Adele’s album 25 advertised on a New York billboard last November. Photograph: Justin Lane/EPA
Adele’s album 25 advertised on a New York billboard last November. Photograph: Justin Lane/EPA

Music streaming doubles in US, while Adele carries torch for physical sales

This article is more than 8 years old

US music streams rise from 164.5bn to 317.2bn over past year, but most sales of British singer’s 7.44m-selling album were in CD format

The streaming revolution is still going strong in the US music industry.

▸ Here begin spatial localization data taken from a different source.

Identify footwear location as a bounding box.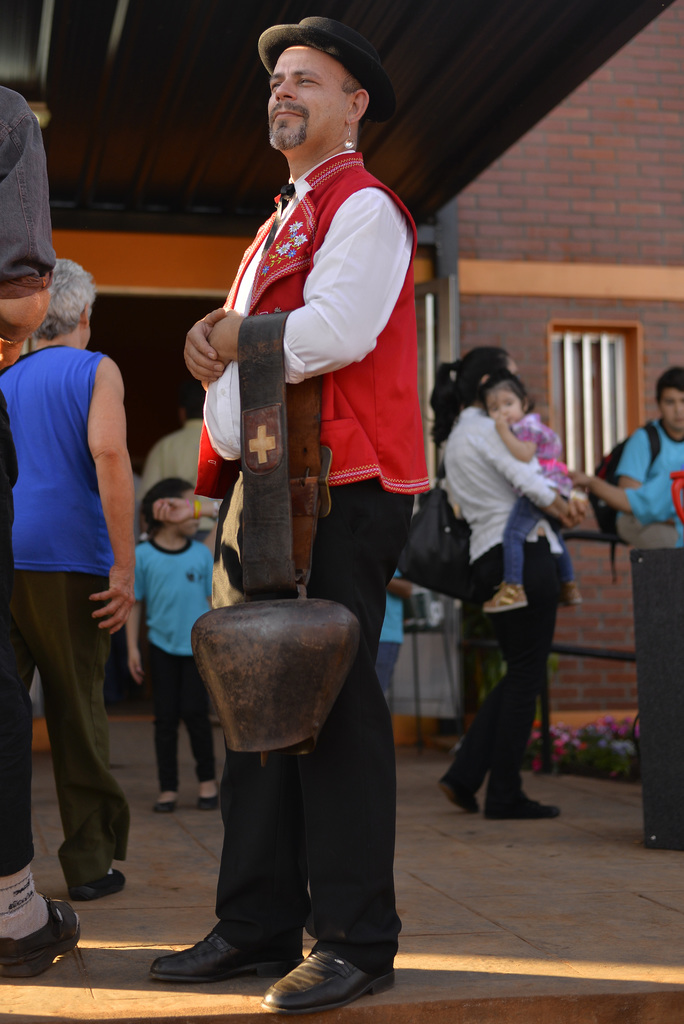
BBox(437, 765, 482, 812).
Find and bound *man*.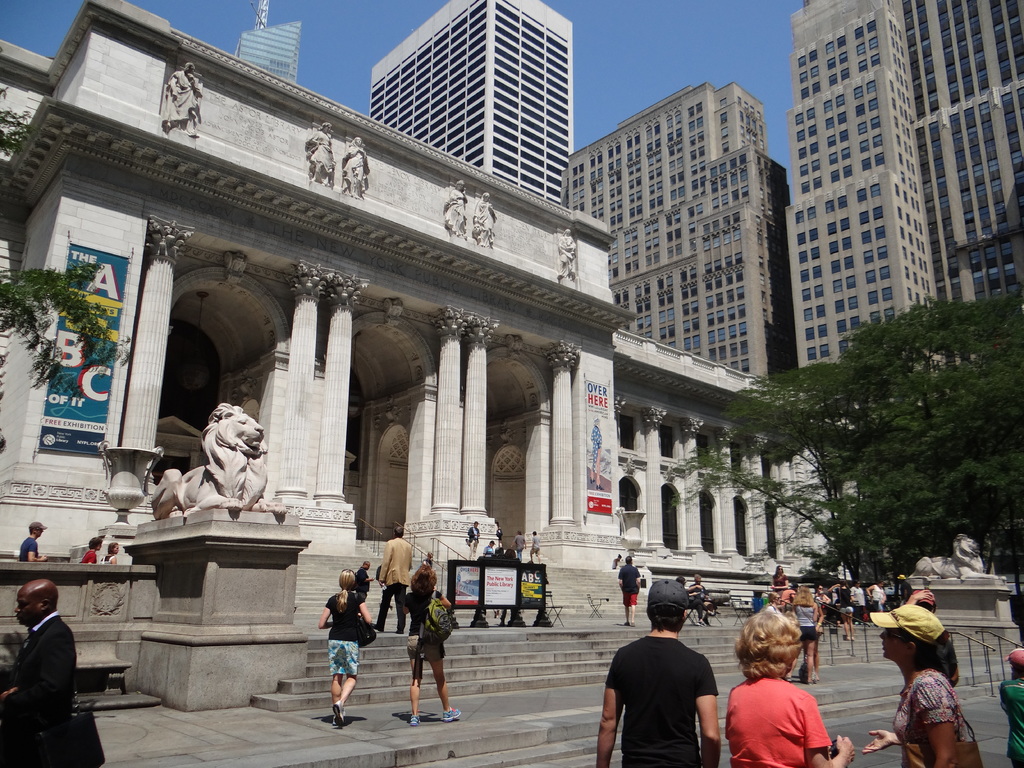
Bound: rect(464, 518, 481, 563).
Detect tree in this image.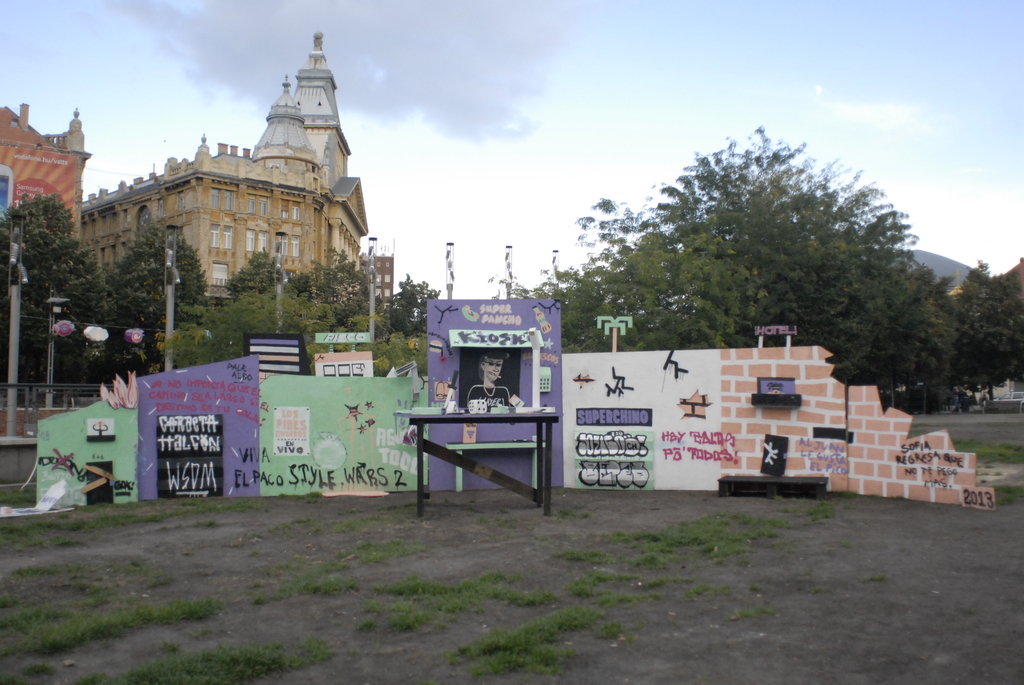
Detection: detection(522, 132, 952, 390).
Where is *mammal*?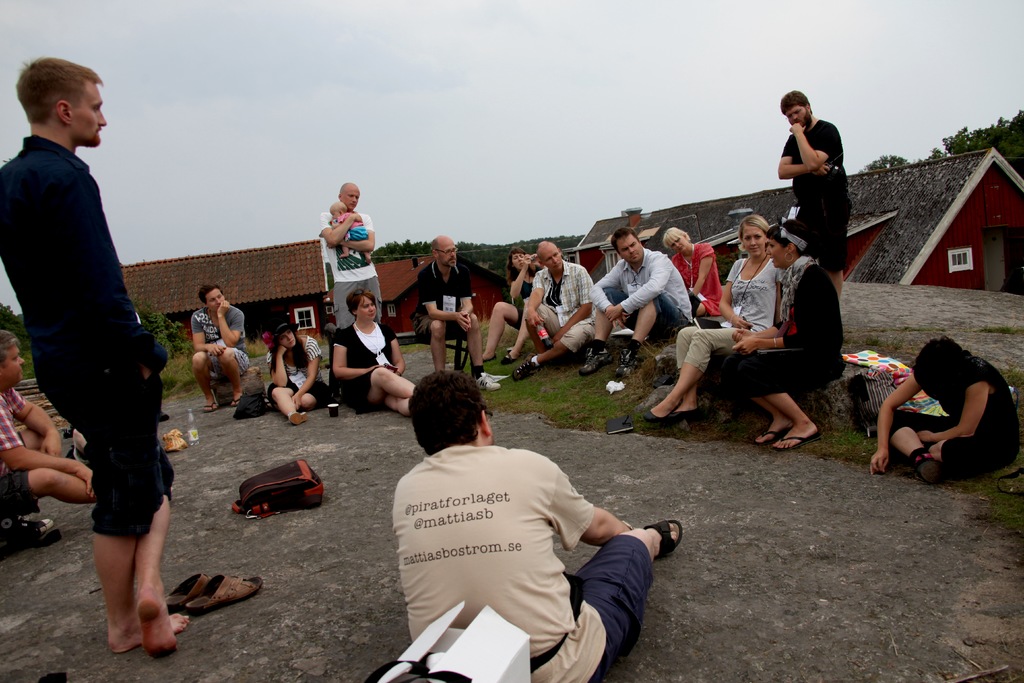
bbox=[407, 234, 502, 393].
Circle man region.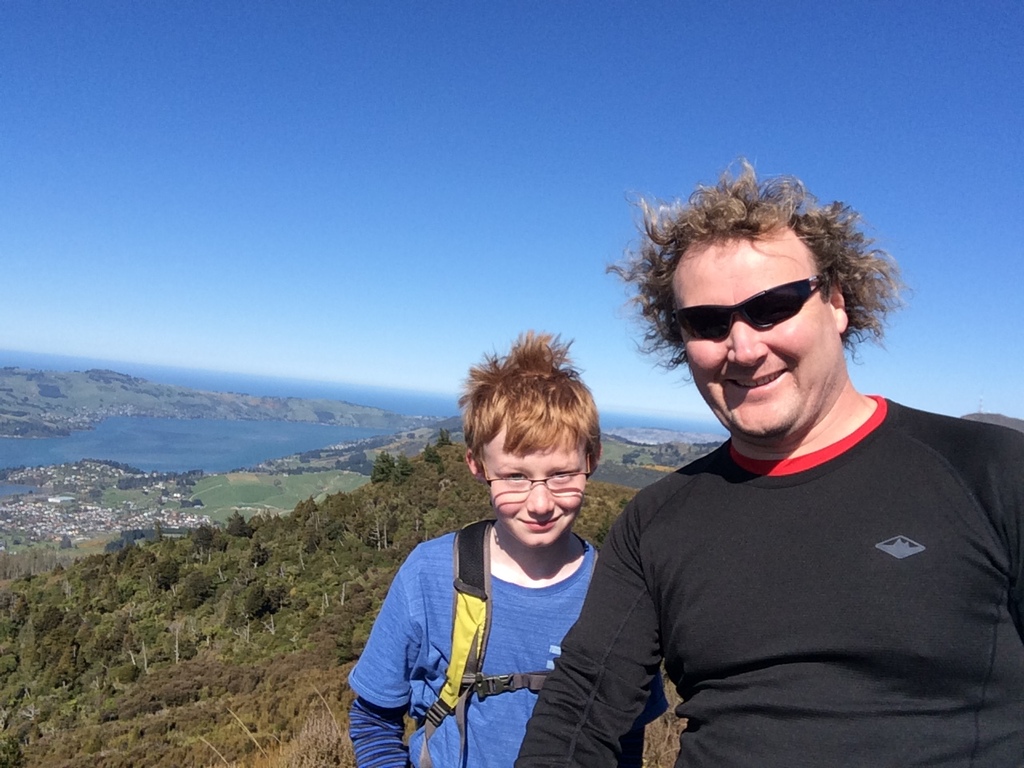
Region: <bbox>345, 322, 666, 767</bbox>.
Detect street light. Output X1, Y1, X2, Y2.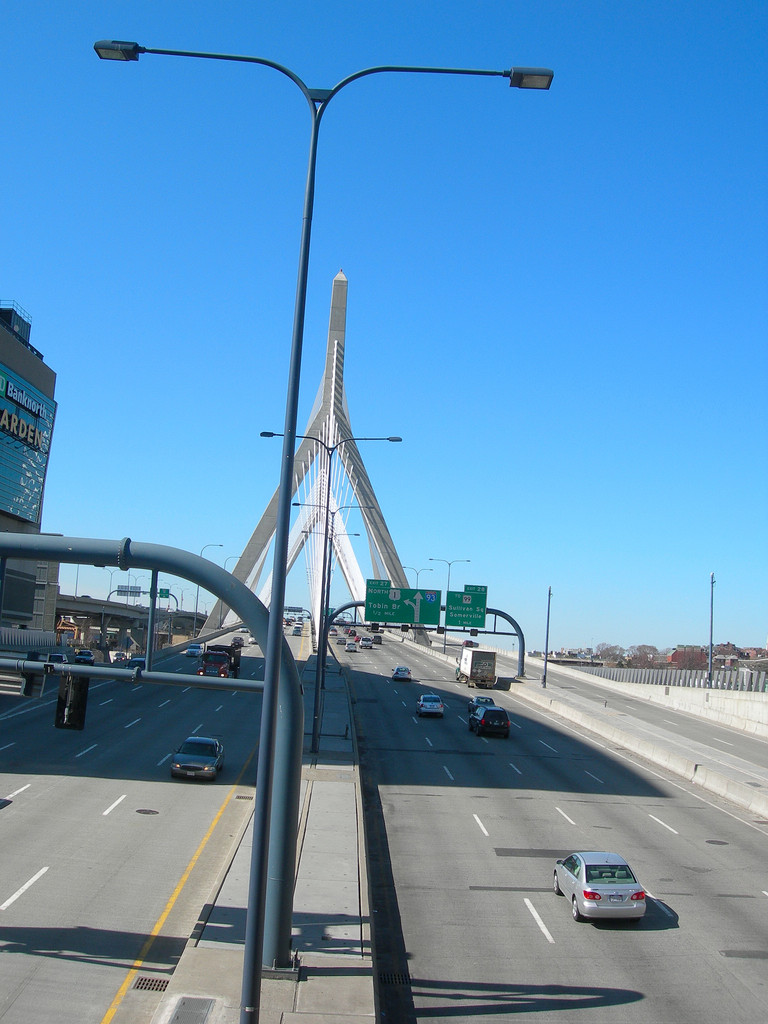
127, 570, 144, 600.
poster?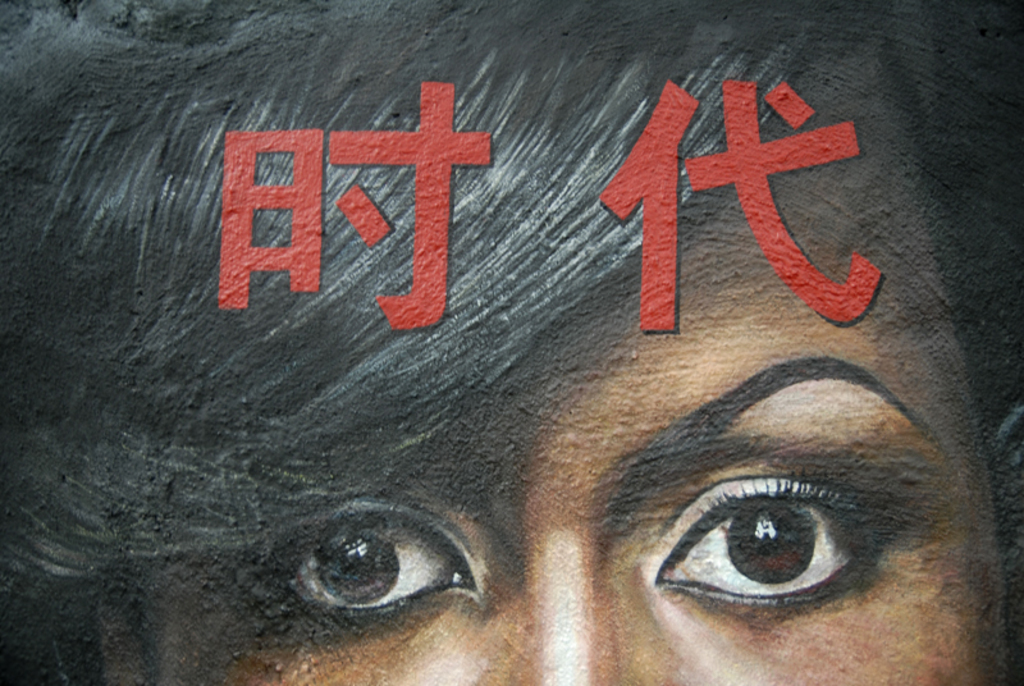
(0, 0, 1023, 685)
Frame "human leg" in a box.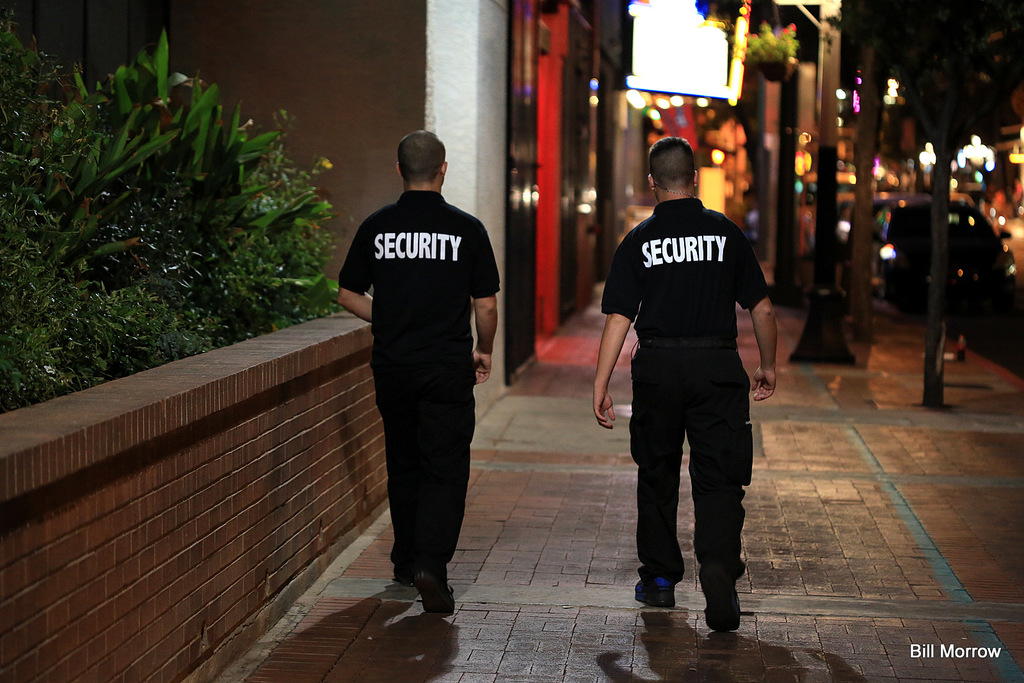
BBox(372, 364, 427, 582).
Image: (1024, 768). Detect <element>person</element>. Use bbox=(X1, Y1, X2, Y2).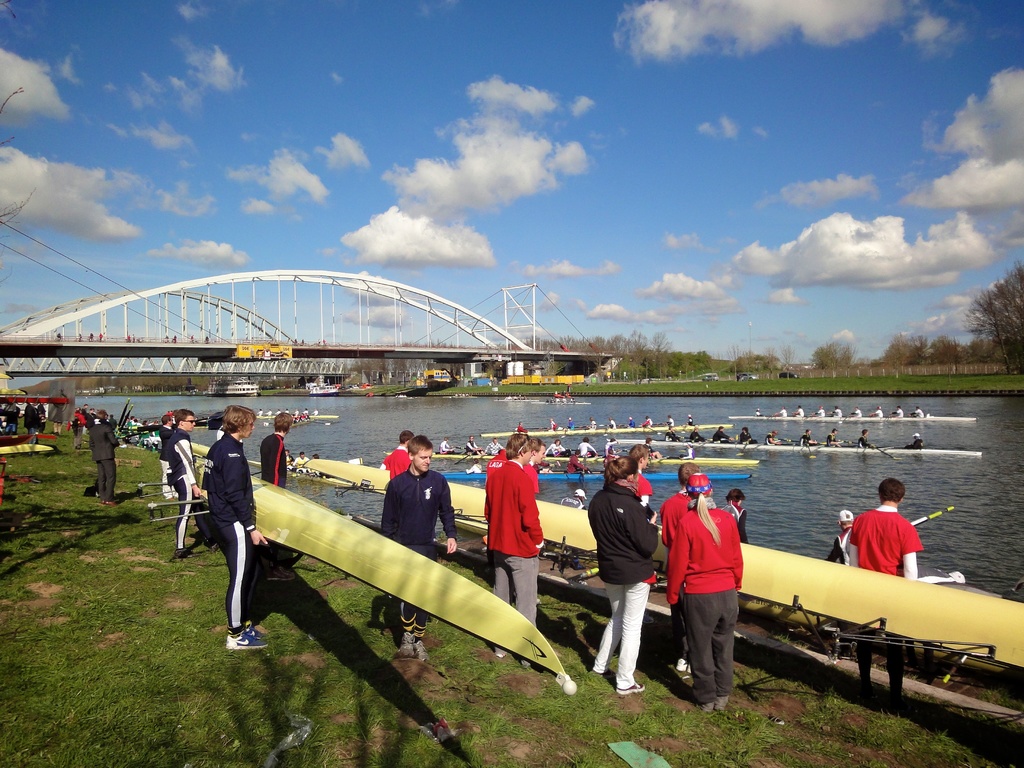
bbox=(765, 431, 780, 444).
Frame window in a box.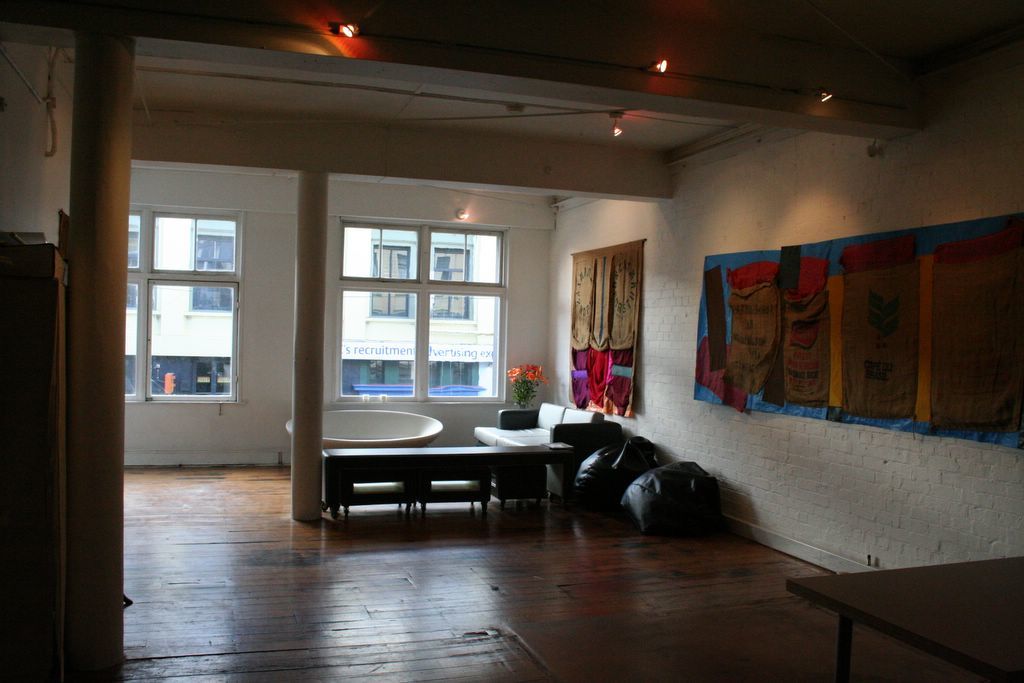
x1=336 y1=224 x2=501 y2=399.
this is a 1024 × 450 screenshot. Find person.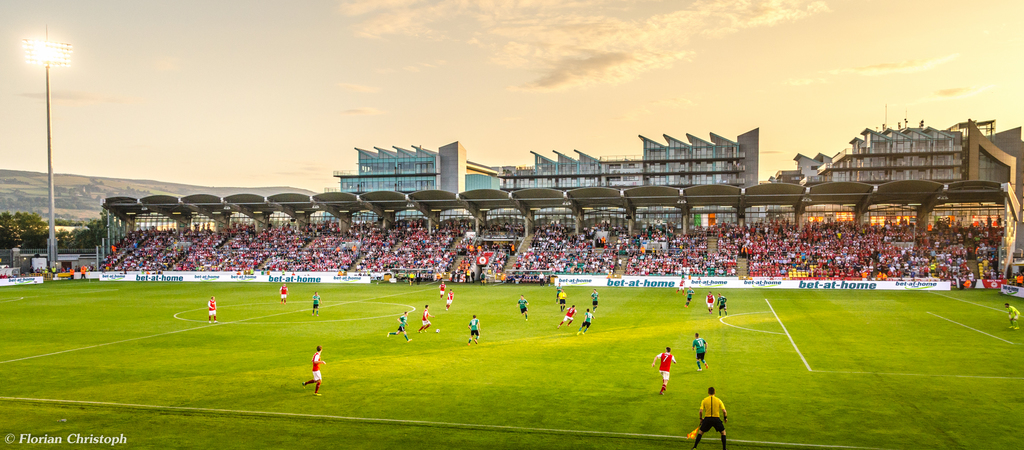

Figures released by Nielsen Music reveal that music streaming has doubled over the past year, up from 164.5 bn song streams to 317.2 bn.

The streaming figures mean that the US music industry could post growth figures of 15.2%, with combined sales for streaming and physical producers rising from 476.9m album consumption units in 2014 to to 549.4m in 2015.

However, as streaming rose, digital track sales fell by 12.5%, down to 964.8m units.

As in the UK, the US biggest track of the year was Mark Ronson’s Uptown Funk featuring Bruno Mars, which recorded combined sales of 5.53m units. Adele’s 25 owned the album chart, with a staggering 7.44m units sold, despite the fact it was only released in November 2015. Taylor Swift’s 1989 was in second place, but far behind with 1.99m units (most of Swift’s overall sales of 5.65m came in 2014, when her record was released).

These figures mean that Adele accounted for a staggering 3% of album sales in the US on her own last year. This was particularly impressive as 5m were physical CD sales, with just 2.3m digital sales. Her album has not been made available on streaming services.

However, despite Adele’s one-woman sales drive, physical sales continued to fall overall in 2015. They were down 8.3%, from 150m to 137.5m.